Sad melancholy, that persuades
Men from themselves, to think they be
Headless, or other bodies' shades,
Hath long and bootless dwelt with me;
For could I think she some idea were,
I still might love, forget, and have her here.

But such she is not: nor would I,
For twice as many torments more,
As her bereaved company
Hath brought to those I felt before,
For then no future time might hap to know
That she deserv'd, or I did love her so.

Ye hours, then, but as minutes be!
(Though so I shall be sooner old)
Till I those lovely graces see,
Which, but in her, can none behold;
Then be an age! that we may never try
More grief in parting, but grow old and die.

Here ceas'd the shepherd's song, but not his woe;
Grief never ends itself. And he doth know
Nothing but time or wisdom to allay it;
Time could not then; the other should not stay it.

Thus sits the hapless swain: now sighs, now sings:
Sings, sighs, and weeps at once. Then from the springs
Of pity begs his pardon. Then his eye,
Wronging his oraisons, some place hard by
Informs his intellect, where he hath seen
His mistress feed her flock, or on the green
Dance to the merry pipe: this drives him thence
As one, distracted with the violence
Of some hot fever, casts his clothes away,
Longs for the thing he loath'd but yesterday,
And fondly thinking 'twill his fits appease,
Changeth his bed, but keeps still the disease.
Quitting the plains to seek the gloomy springs,
He, like a swan that on Meander sings,
Takes congey of his mates with ling'ring haste,
To find some stream where he may sing his last.

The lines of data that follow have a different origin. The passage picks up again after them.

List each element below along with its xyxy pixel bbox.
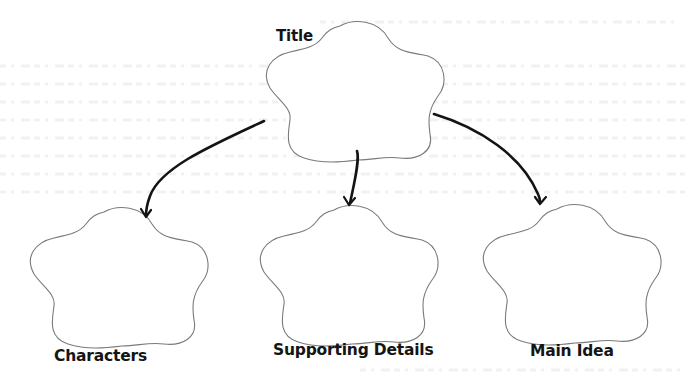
arrow-title-to-characters — [141, 121, 264, 217]
characters-label: Characters — [54, 347, 147, 365]
supporting-details-label: Supporting Details — [273, 341, 433, 359]
characters-flower-shape — [30, 208, 208, 348]
arrow-title-to-main-idea — [434, 114, 546, 204]
supporting-details-node[interactable] — [260, 206, 438, 346]
characters-node[interactable] — [30, 208, 208, 348]
main-idea-label: Main Idea — [530, 342, 614, 360]
supporting-details-flower-shape — [260, 206, 438, 346]
graphic-organizer-diagram — [0, 0, 685, 381]
title-label: Title — [276, 27, 313, 45]
main-idea-flower-shape — [483, 205, 661, 345]
main-idea-node[interactable] — [483, 205, 661, 345]
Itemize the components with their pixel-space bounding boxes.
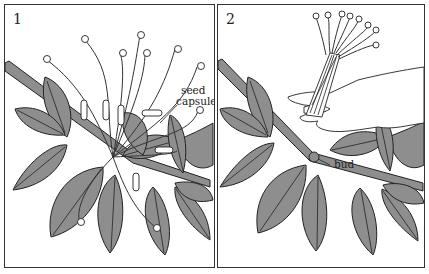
seed-capsule-label-line2: capsule [176, 96, 215, 107]
plant-with-bud-and-hand-drawing [218, 5, 425, 268]
bud-label: bud [334, 159, 354, 170]
plant-with-seed-capsules-drawing [5, 5, 215, 268]
panel-number: 1 [13, 11, 22, 27]
botanical-illustration: 1 seed capsule [0, 0, 429, 274]
panel-1: 1 seed capsule [4, 4, 215, 268]
panel-number: 2 [226, 11, 235, 27]
seed-capsule-label: seed capsule [181, 85, 215, 107]
panel-2: 2 bud [217, 4, 425, 268]
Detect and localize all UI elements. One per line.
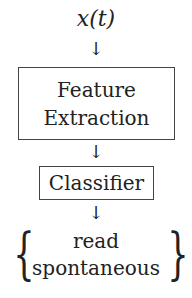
input-signal-label: x(t) [0, 6, 192, 31]
class-label-spontaneous: spontaneous [0, 255, 192, 282]
block-label-line: Extraction [44, 104, 150, 132]
block-label-line: Feature [57, 76, 136, 104]
arrow-down-icon: ↓ [87, 143, 105, 161]
arrow-down-icon: ↓ [87, 204, 105, 222]
arrow-down-icon: ↓ [87, 40, 105, 58]
right-brace: } [167, 226, 188, 282]
feature-extraction-block: Feature Extraction [18, 67, 175, 140]
classifier-block: Classifier [39, 166, 154, 200]
output-classes: read spontaneous [0, 228, 192, 282]
block-label-line: Classifier [49, 169, 144, 197]
class-label-read: read [0, 228, 192, 255]
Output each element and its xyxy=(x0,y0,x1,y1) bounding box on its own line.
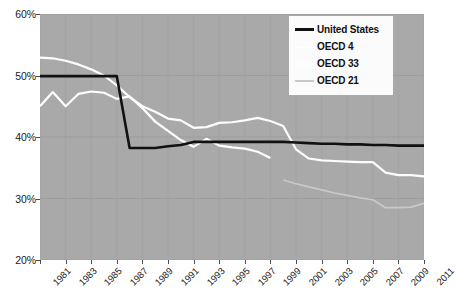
legend-item-oecd-33[interactable]: OECD 33 xyxy=(295,55,387,72)
legend-item-united-states[interactable]: United States xyxy=(295,21,387,38)
x-tick-label: 1981 xyxy=(51,266,72,287)
legend-swatch-oecd-33 xyxy=(295,63,314,65)
x-tick-mark xyxy=(117,260,118,264)
legend-item-oecd-4[interactable]: OECD 4 xyxy=(295,38,387,55)
x-tick-mark xyxy=(219,260,220,264)
x-tick-mark xyxy=(398,260,399,264)
y-tick-label: 50% xyxy=(0,71,36,82)
legend-swatch-oecd-21 xyxy=(295,80,314,82)
x-tick-mark xyxy=(142,260,143,264)
chart-legend: United States OECD 4 OECD 33 OECD 21 xyxy=(289,16,393,95)
x-tick-mark xyxy=(194,260,195,264)
legend-swatch-oecd-4 xyxy=(295,46,314,48)
y-axis: 60%50%40%30%20% xyxy=(0,0,36,296)
x-tick-label: 1991 xyxy=(179,266,200,287)
x-tick-label: 1993 xyxy=(205,266,226,287)
y-tick-label: 40% xyxy=(0,132,36,143)
x-tick-label: 1983 xyxy=(77,266,98,287)
x-tick-label: 2003 xyxy=(333,266,354,287)
legend-item-oecd-21[interactable]: OECD 21 xyxy=(295,72,387,89)
x-tick-mark xyxy=(347,260,348,264)
x-tick-mark xyxy=(66,260,67,264)
x-tick-mark xyxy=(91,260,92,264)
x-tick-mark xyxy=(40,260,41,264)
legend-label-oecd-4: OECD 4 xyxy=(317,42,353,52)
x-tick-label: 1989 xyxy=(153,266,174,287)
x-tick-mark xyxy=(373,260,374,264)
x-tick-mark xyxy=(424,260,425,264)
y-tick-label: 60% xyxy=(0,9,36,20)
x-tick-label: 2005 xyxy=(358,266,379,287)
x-tick-mark xyxy=(168,260,169,264)
x-tick-label: 2009 xyxy=(409,266,430,287)
x-tick-mark xyxy=(270,260,271,264)
legend-label-oecd-21: OECD 21 xyxy=(317,76,359,86)
legend-swatch-united-states xyxy=(295,28,314,31)
legend-label-united-states: United States xyxy=(317,25,379,35)
x-tick-mark xyxy=(322,260,323,264)
x-tick-label: 1987 xyxy=(128,266,149,287)
x-tick-label: 1997 xyxy=(256,266,277,287)
x-tick-mark xyxy=(245,260,246,264)
x-tick-label: 2011 xyxy=(435,266,456,287)
x-tick-label: 1985 xyxy=(102,266,123,287)
legend-label-oecd-33: OECD 33 xyxy=(317,59,359,69)
y-tick-label: 30% xyxy=(0,194,36,205)
x-tick-label: 1995 xyxy=(230,266,251,287)
x-tick-label: 1999 xyxy=(281,266,302,287)
x-tick-label: 2001 xyxy=(307,266,328,287)
x-axis: 1981198319851987198919911993199519971999… xyxy=(0,260,440,296)
x-tick-label: 2007 xyxy=(384,266,405,287)
x-tick-mark xyxy=(296,260,297,264)
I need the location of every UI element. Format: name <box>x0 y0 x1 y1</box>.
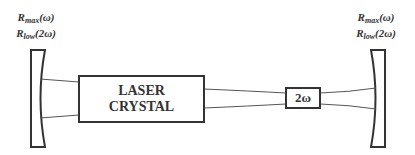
beam-upper-right <box>320 88 376 93</box>
two-omega-arg: (2ω) <box>375 27 396 39</box>
right-mirror-label: Rmax(ω) Rlow(2ω) <box>346 11 406 43</box>
right-mirror <box>371 50 385 147</box>
subscript-max: max <box>25 16 39 25</box>
left-mirror-label: Rmax(ω) Rlow(2ω) <box>6 11 66 43</box>
beam-upper-mid <box>204 89 286 93</box>
beam-lower-left <box>40 115 79 118</box>
laser-crystal-line1: LASER <box>79 83 204 99</box>
beam-lower-right <box>320 104 376 109</box>
beam-lower-mid <box>204 104 286 108</box>
omega-arg: (ω) <box>39 11 54 23</box>
subscript-low: low <box>24 32 36 41</box>
right-label-line1: Rmax(ω) <box>346 11 406 27</box>
right-label-line2: Rlow(2ω) <box>346 27 406 43</box>
two-omega-arg: (2ω) <box>35 27 56 39</box>
laser-crystal-line2: CRYSTAL <box>79 99 204 115</box>
r-symbol: R <box>358 11 365 23</box>
subscript-max: max <box>365 16 379 25</box>
r-symbol: R <box>356 27 363 39</box>
subscript-low: low <box>364 32 376 41</box>
laser-crystal-label: LASER CRYSTAL <box>79 83 204 115</box>
omega-arg: (ω) <box>379 11 394 23</box>
r-symbol: R <box>16 27 23 39</box>
beam-upper-left <box>40 79 79 82</box>
doubler-label: 2ω <box>286 90 320 106</box>
left-mirror <box>31 50 45 147</box>
r-symbol: R <box>18 11 25 23</box>
left-label-line2: Rlow(2ω) <box>6 27 66 43</box>
left-label-line1: Rmax(ω) <box>6 11 66 27</box>
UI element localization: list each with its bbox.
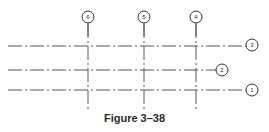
grid-bubble-2: 2 (216, 64, 228, 76)
figure-caption: Figure 3–38 (0, 112, 269, 124)
grid-bubble-6: 6 (82, 11, 94, 23)
grid-bubble-1: 1 (246, 84, 258, 96)
grid-bubble-5: 5 (138, 11, 150, 23)
grid-bubble-3: 3 (246, 39, 258, 51)
grid-bubble-4: 4 (190, 11, 202, 23)
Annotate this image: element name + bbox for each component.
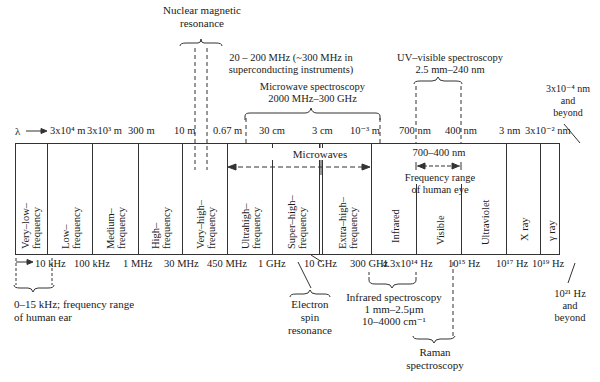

So have I left my Tavy's flow'ry shore,
Far-flowing Thamesis, and many more
Attractive pleasures which sweet England yields,
Her peopled cities and her fertile fields,
For Amphitrite's plains; those hath mine eye
Chang'd for our whilom fields of Normandy;
For Seine those have I left; for Loire, the Seine;
And for the Thoüe changed Loire again;
Where to the nymphs of Poitou now I sing
A stranger note (yet such as ev'ry spring
Rolls smiling to attend): for none of those
Yet have I lessen'd or exchang'd my woes.
Dear, dearest isle, from thee I pass'd away
But as a shadow, when the eye of day
Shines otherwhere; for she whose I have been,
By her declining makes me live unseen.
Nor do I hope that any other light
Can make me her's; the pallid queen of night
And Venus, or some err, may with their rays
Force an observing shade; but none of these,
Meteors to my set sun, can ever have
That power thou hadst. Sweet soul, thy silent grave
I give my best verse, if a shepherd's wit
Can make a dead hand capable of it.
Chaste were our loves, as mutual; nor did we
Hardly dream otherwise; our secrecy
Such as I think the world hath never known
I had a mistress, till that I had none.

Poor Celadyne and I (but happier he)
Only in dreams meet our felicity;
Our joys but shadows are; our constant woes
The day shows real; O, unhappy those,
Thrice, thrice unhappy, who are ever taking
Their joys in sleep, but are most wretched waking!